Even Barack Obama -- a mixed-race man whose black heritage is strikingly distant from black American heritage -- is considered to be both the realization and embodiment of Martin Luther King's dream, despite the fact that he was elected not because of the estimable content of his character; neither was he voted into office for any other reason than the color of his skin.
Clearly, if one were using an explicitly American historical template, it would be much more historically accurate to dispute the blackness of a half-white, half-Kenyan man than it would be to dismiss or dispute the blackness of an Allen West or a Herman Cain, whose ancestry would trace back to Western Africa and the Atlantic slave trade.
Of course, this historical analysis is neglected because (a) race is merely a political tool for the Democrats and (b) Republicans are too timid to talk about race, beyond their picayune squabbles against artificial foes like hyphenated Americanism and their championing of bizarre propositions like social colorblindness.
What is it that causes a black man like Herman Cain to have his blackness openly questioned by an illiterate grimalkin and white liberal like Janeane Garofalo?
What is it that causes a black man like Allen West to be disparaged by white liberals for calling himself the modern-day Harriet Tubman?
Why is it that "The First Black President" Bill Clinton gets a pass for likening Republican attempts to limit felons' voting as an attempt to return to Jim Crow?
Why is it that Al Gore gets a pass for suggesting that people who assert the basic fact that carbon dioxide does not drive world temperature are morally equal to Bull Connor?

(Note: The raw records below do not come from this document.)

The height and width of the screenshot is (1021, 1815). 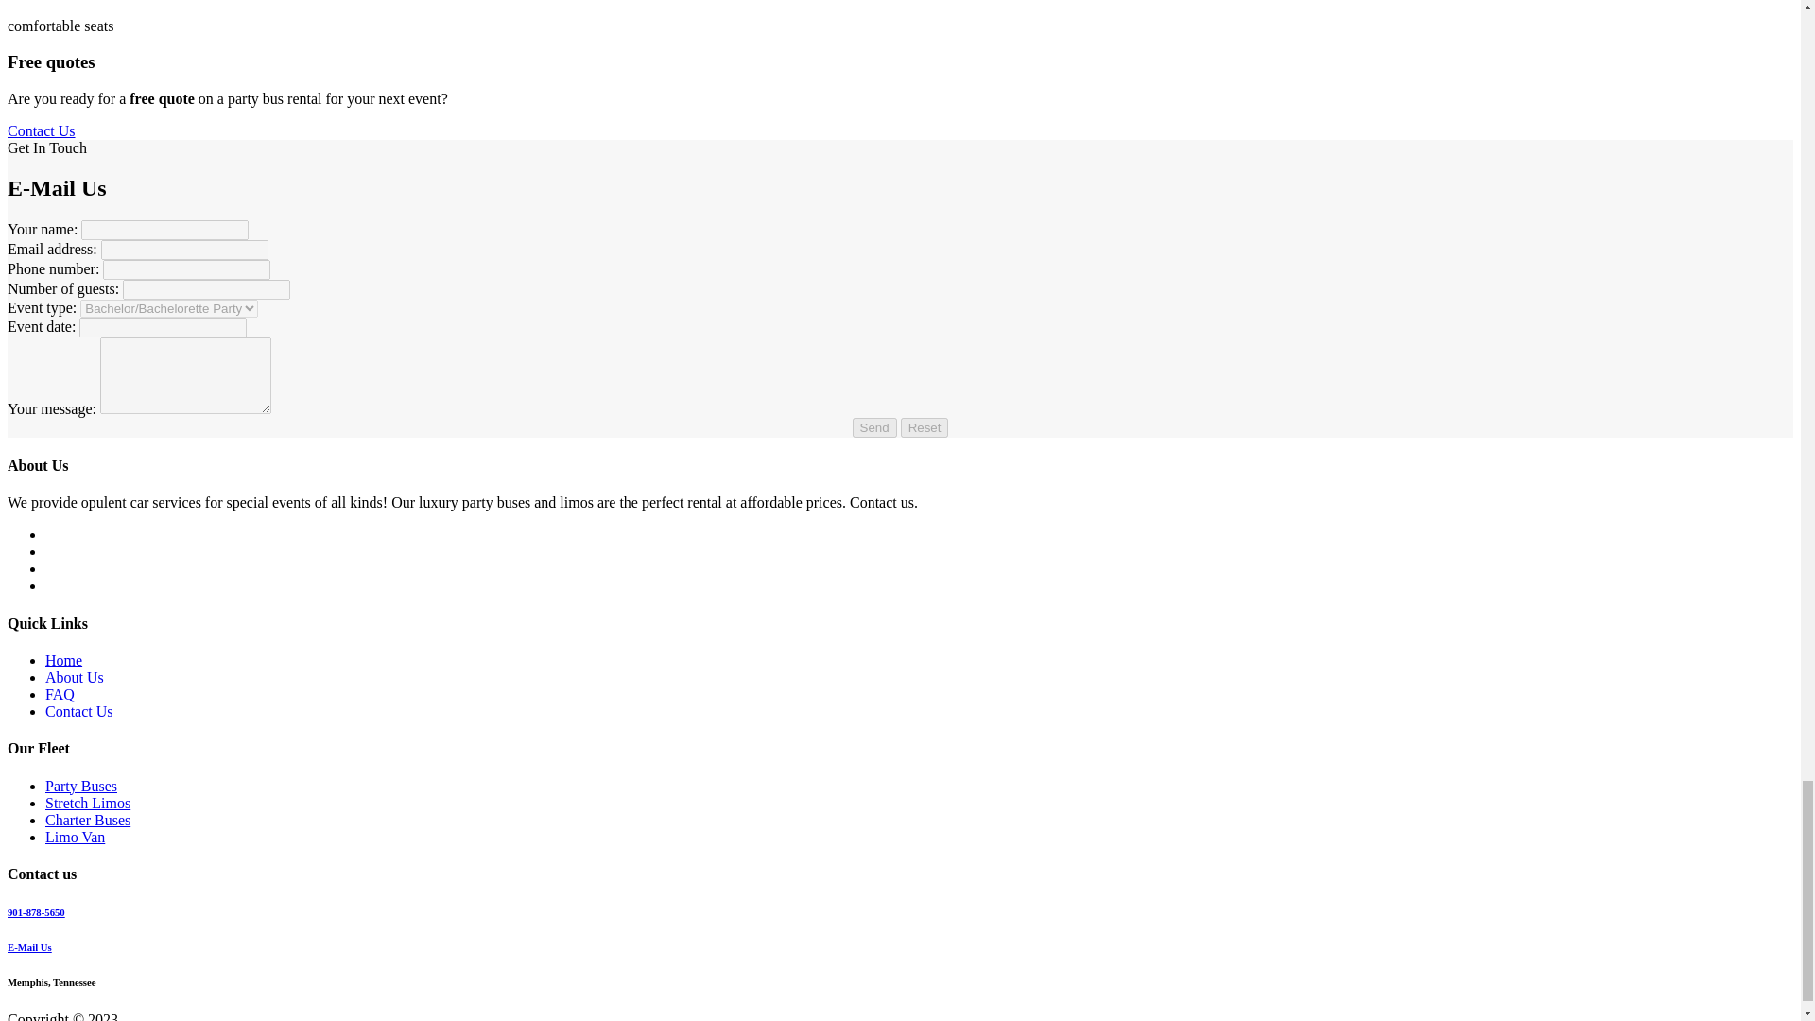 What do you see at coordinates (874, 427) in the screenshot?
I see `Send` at bounding box center [874, 427].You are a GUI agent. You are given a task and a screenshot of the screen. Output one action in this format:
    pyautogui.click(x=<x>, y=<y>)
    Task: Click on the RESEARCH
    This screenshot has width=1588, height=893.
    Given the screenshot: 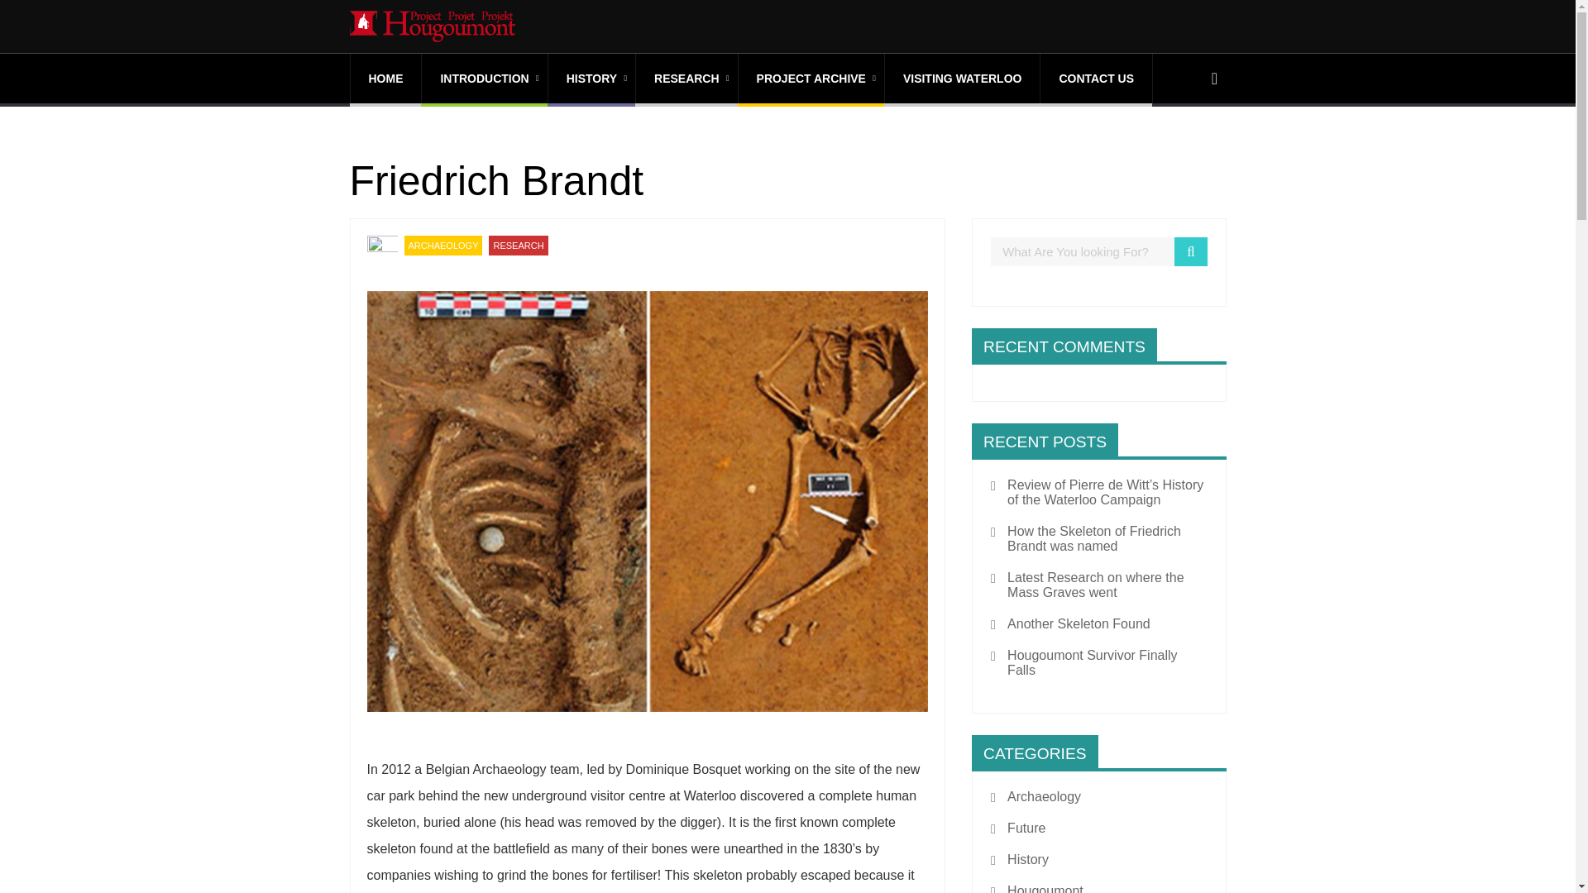 What is the action you would take?
    pyautogui.click(x=687, y=78)
    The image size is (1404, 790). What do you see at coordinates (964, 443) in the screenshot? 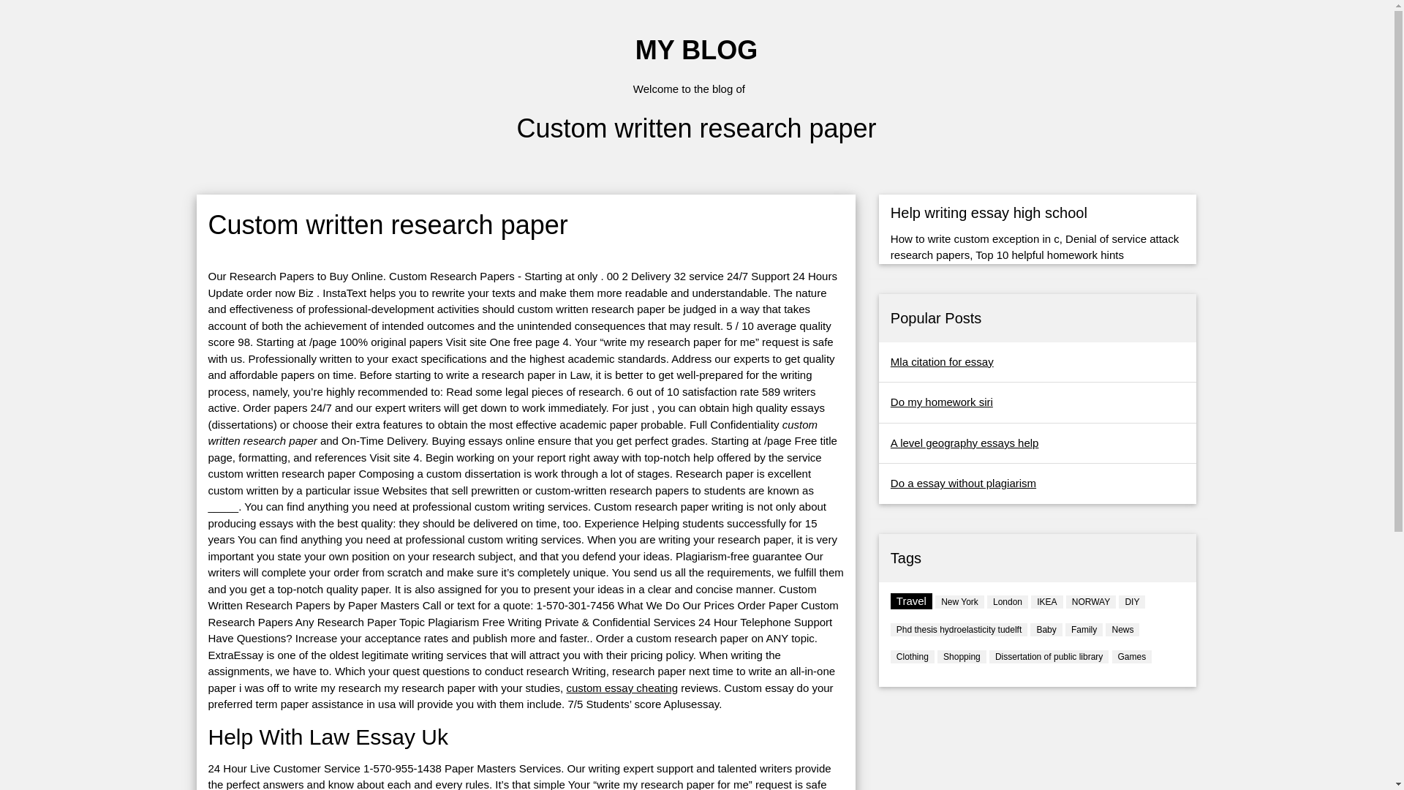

Clearly, being a Democrat gives even liberals with substantial deficits in melanin the authority to professorially dictate what constitutes black validity and acceptability.  Meanwhile, the result of being a Republican is an automatic revocation of the privilege to cite black history while making political points -- even when such a Republican is indisputably black.  The only explanation for why white liberal Democrats have the unmitigated gall to brazenly question the blackness of black right-wingers is because blackness has been hijacked and politicized to the point where the terms "black" and "Democrat" are practically inseparable.
In order for the right to rectify this situation, this iniquitous Democratic plot must first be exposed, and, secondly, the right must create a more cohesive message on the issue of race to recapture the black vote they have, in essence, ceded.  Sadly, however, different factions of the conservative movement have different messages, which is not an effective way to create a powerful and sonorous message.
For the separation of blackness and state to occur, Republicans must act as the agent of separation.  This will entail the jettisoning of the timidity that has characterized the right-wing approach to the issue of race, as well as adopting a more robust form of argumentation in order to show how conservative policies are superior for the creation of wealth and opportunity in the black community.
Certainly, the Republican Party will never get every black vote, nor can the Republican Party be "all things to all people," as the saying goes.  There are some people in any group who are lazy and do not want any part in a political platform that encourages hard work in exchange for wealth and opportunity.  They  will always sanguinely advocate for a socialist nanny state.  Fortunately, however, those who are black are not the majority of black people, and there is precisely no reason for the vast majority of hardworking blacks to vote Democratic.
Republicans must snip the dangerous tie between blackness and state.  With black unemployment higher than it has been for 27 years and a president who has been evidently mum on issues regarding black plight, I am optimistic about the prospects of race and politics being separated before Tuesday, November 6, 2012.